The score album itself contains 25 tracks covering the full dramatic range of the series, further supporting the conclusion that the show relied entirely on Schafer’s original composition rather than licensed material.


James Schafer Composer Filmography

YearTitleMedium
2026Seeking PersephoneTV Mini Series
2026Sleeping Beauty Next DoorFilm
2023The Ballad of Songbirds And SnakesFilm
2025Beauty and the BillionaireTV Series
2025Christmas RosesFilm
2024InvaderFilm
2024Love Across TimeFilm
2023Mythica: StormboundFilm
2023Cinderella in the CaribbeanFilm
2021Love, Lost & FoundFilm
2021The Outpost (Seasons 2 & 3)TV Series
2020Finding GraceFilm
2020Shattered MemoriesFilm
2020Romance in the AirFilm
2018The Outpost (Season 1)TV Series
2018Not Cinderella’s TypeFilm
2016Mythica: The GodslayerFilm
2014Saints and Soldiers: The VoidFilm
2014The Christmas DragonFilm
2013The Letter WriterFilm
2013One ShotFilm
2013Silent NightFilm
2012Finnick and Annie (Hunger Games fan project)Album

Sources: Soundtrack Tracklist, TMDB, TV Guide, IMDb, Amazon Music, Apple Music.

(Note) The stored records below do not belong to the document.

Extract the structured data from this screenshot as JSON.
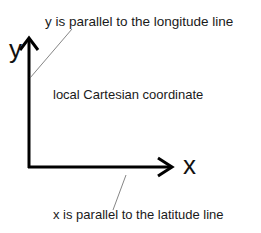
{
  "diagram": {
    "title": "local Cartesian coordinate",
    "axes": {
      "y": {
        "label": "y",
        "annotation": "y is parallel to the longitude line"
      },
      "x": {
        "label": "x",
        "annotation": "x is parallel to the latitude line"
      }
    },
    "colors": {
      "axis": "#000000",
      "leader": "#555555",
      "text": "#1a1a1a",
      "background": "#ffffff"
    }
  }
}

Where to Listen to the Seeking Persephone Soundtrack

The Seeking Persephone original score is available on all major digital streaming and download platforms. Listeners can find the album on Spotify, Apple Music, and Amazon Music for streaming, and on iTunes/Apple Store and Amazon for digital purchase. The score was released digitally under James Schafer Music and does not appear to have a physical release. The series itself is available to stream or purchase on Prime Video and Fandango at Home, and is also accessible to Angel Guild members on the Angel platform.


FAQs

Who composed the Seeking Persephone soundtrack?
The score for Seeking Persephone was composed by James Schafer, a Utah-based composer for film and television. Schafer is best known for his work on the TV series The Outpost (2018–2021) and has a long creative partnership with director John Lyde through Mainstay Productions.

How many tracks are on the Seeking Persephone soundtrack?
The official score album contains 25 tracks with a total runtime of approximately 1 hour and 5 minutes.

When was the Seeking Persephone soundtrack released?
The score album was released digitally on February 6, 2026, nearly four weeks before the series premiered on Prime Video and Fandango at Home on March 1, 2026.

Was the Seeking Persephone score recorded with a live orchestra?
Yes. Director John Lyde confirmed in a published interview with KSL.com that the score was recorded with a live orchestra in Bulgaria.

Where can I stream the Seeking Persephone soundtrack?
The soundtrack is available on Spotify, Apple Music, and Amazon Music. It can also be purchased through iTunes and Amazon.

Are there any licensed songs in Seeking Persephone?
No licensed songs or needle drops have been confirmed for Seeking Persephone through any public song-placement database. The production appears to rely entirely on James Schafer’s original orchestral score.

What is the longest track on the Seeking Persephone soundtrack?
“Wolf Attack” is the longest individual cue on the album at 6 minutes and 18 seconds, followed closely by “The Lancasters Depart” at 6 minutes and 1 second.